It’s a simple idea with big consequences. The picture of East Rock is the sort you might see on a postcard. The message is easy to digest, a salute to a city the artist loves, a message of solidarity. But it’s also an acknowledgment of struggle, and that’s where the fact that the art is made on a record comes into play. Give the record a spin, and everything gets blurred, both the place and the message. In the midst of the struggle, the hardship can be dizzying. It’s hard to know sometimes which end is up. But that’s also when the music plays.
Beloved New Haven is emblematic of the themes that emerge in “Born Soft,” a show of art by Theo Muncey running now at Never Ending Books, 810 State St. Across the show, Muncey deploys bright colors and bold figures in the service of thoughtful themes.
There’s 64 Fairfield Est. 2019, featuring at its center the kind of split-level house that could be in any city in Connecticut and many of its towns, or for that matter, in several places in New England. The house is specific, but the vagueness in location — its generalizability — is part of the point. So is the skeleton of the story the images around the house suggest. Ghosts haunt the place, and there’s alcohol and pharmaceuticals, a sense of quiet desperation.
But there’s also a moment of kindness, perhaps of shared vulnerability, of getting through something tough with someone else’s help, maybe whether the other person knew how much they were helping or not. Like Beloved New Haven, this art is made on a nontraditional surface, the side of a headphones box. It would have been thrown away by now for sure without the art on it. The art, and the memories, are what keep it around.
The keen sense of having gotten through something harrowing also pervades Magical Girl, Interrupted, in which a naked figure floats in a bubble of light in water prowled by sharks. The viewer doesn’t necessarily get the sense that the girl is powerless; she is protected, and perhaps protecting herself. But the ocean around her is dark and dangerous. She can’t make a false move. She’ll survive the threat, but she’ll remember it later, too.
But the show is more than an illustrated diary. It’s an exercise in empathy, in connecting with viewers who might have had similar experiences, who might feel similarly now. In that sense, the bright colors and characters are important; they suggest kindness, a sense of humor, perhaps a reminder to go easy on yourself sometimes, to treat others with a smile and gentleness. The closest thing to an overt message resides in Linear. Maybe there are people in the world who have understood their lives as an arrow, a straight line, a series of goals formed and achieved, over and over. Theo Muncey is making art for the rest of us, and if we’re honest, that’s probably most of us.
“Born Soft” is running now at Never Ending Books, 810 State St. Visit the space’s website for hours and more information about this and other events.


• Assigned task: Because the material must be preserved as it stands, copy every line exactly.

-- Opening Marker --

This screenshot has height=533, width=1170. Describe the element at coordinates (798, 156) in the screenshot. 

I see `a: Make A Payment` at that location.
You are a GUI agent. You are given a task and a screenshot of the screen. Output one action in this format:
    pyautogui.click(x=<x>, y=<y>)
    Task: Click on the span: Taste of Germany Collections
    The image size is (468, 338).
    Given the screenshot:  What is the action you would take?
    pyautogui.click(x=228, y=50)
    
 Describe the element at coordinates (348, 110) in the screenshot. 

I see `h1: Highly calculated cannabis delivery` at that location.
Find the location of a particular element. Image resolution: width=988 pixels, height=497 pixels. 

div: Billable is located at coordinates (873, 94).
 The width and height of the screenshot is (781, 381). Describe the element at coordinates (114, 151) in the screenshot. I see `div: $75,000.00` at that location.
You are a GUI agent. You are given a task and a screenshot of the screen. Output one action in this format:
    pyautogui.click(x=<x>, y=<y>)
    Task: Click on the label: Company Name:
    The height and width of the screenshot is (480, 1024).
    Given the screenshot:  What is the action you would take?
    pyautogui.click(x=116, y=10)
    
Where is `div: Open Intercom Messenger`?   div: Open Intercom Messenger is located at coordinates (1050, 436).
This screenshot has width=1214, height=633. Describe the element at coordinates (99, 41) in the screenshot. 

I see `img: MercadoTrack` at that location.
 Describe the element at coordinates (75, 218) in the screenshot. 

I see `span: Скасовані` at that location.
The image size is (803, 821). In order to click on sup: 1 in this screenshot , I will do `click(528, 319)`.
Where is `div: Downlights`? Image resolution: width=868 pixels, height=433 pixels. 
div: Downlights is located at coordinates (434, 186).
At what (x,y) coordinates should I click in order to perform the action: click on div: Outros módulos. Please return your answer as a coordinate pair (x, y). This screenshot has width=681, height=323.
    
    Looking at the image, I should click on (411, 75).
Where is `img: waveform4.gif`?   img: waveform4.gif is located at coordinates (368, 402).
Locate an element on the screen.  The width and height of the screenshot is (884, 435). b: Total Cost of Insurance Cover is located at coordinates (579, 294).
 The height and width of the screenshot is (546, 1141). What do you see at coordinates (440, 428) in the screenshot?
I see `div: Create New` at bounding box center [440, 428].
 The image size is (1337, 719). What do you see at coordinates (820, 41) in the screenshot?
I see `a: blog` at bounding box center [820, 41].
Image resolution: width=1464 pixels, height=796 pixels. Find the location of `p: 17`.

-- Closing Marker --

• Reply:
This screenshot has height=533, width=1170. Describe the element at coordinates (798, 156) in the screenshot. 

I see `a: Make A Payment` at that location.
You are a GUI agent. You are given a task and a screenshot of the screen. Output one action in this format:
    pyautogui.click(x=<x>, y=<y>)
    Task: Click on the span: Taste of Germany Collections
    The image size is (468, 338).
    Given the screenshot:  What is the action you would take?
    pyautogui.click(x=228, y=50)
    
 Describe the element at coordinates (348, 110) in the screenshot. 

I see `h1: Highly calculated cannabis delivery` at that location.
Find the location of a particular element. Image resolution: width=988 pixels, height=497 pixels. 

div: Billable is located at coordinates (873, 94).
 The width and height of the screenshot is (781, 381). Describe the element at coordinates (114, 151) in the screenshot. I see `div: $75,000.00` at that location.
You are a GUI agent. You are given a task and a screenshot of the screen. Output one action in this format:
    pyautogui.click(x=<x>, y=<y>)
    Task: Click on the label: Company Name:
    The height and width of the screenshot is (480, 1024).
    Given the screenshot:  What is the action you would take?
    pyautogui.click(x=116, y=10)
    
Where is `div: Open Intercom Messenger`?   div: Open Intercom Messenger is located at coordinates (1050, 436).
This screenshot has width=1214, height=633. Describe the element at coordinates (99, 41) in the screenshot. 

I see `img: MercadoTrack` at that location.
 Describe the element at coordinates (75, 218) in the screenshot. 

I see `span: Скасовані` at that location.
The image size is (803, 821). In order to click on sup: 1 in this screenshot , I will do `click(528, 319)`.
Where is `div: Downlights`? Image resolution: width=868 pixels, height=433 pixels. 
div: Downlights is located at coordinates (434, 186).
At what (x,y) coordinates should I click in order to perform the action: click on div: Outros módulos. Please return your answer as a coordinate pair (x, y). This screenshot has width=681, height=323.
    
    Looking at the image, I should click on (411, 75).
Where is `img: waveform4.gif`?   img: waveform4.gif is located at coordinates (368, 402).
Locate an element on the screen.  The width and height of the screenshot is (884, 435). b: Total Cost of Insurance Cover is located at coordinates (579, 294).
 The height and width of the screenshot is (546, 1141). What do you see at coordinates (440, 428) in the screenshot?
I see `div: Create New` at bounding box center [440, 428].
 The image size is (1337, 719). What do you see at coordinates (820, 41) in the screenshot?
I see `a: blog` at bounding box center [820, 41].
Image resolution: width=1464 pixels, height=796 pixels. Find the location of `p: 17`.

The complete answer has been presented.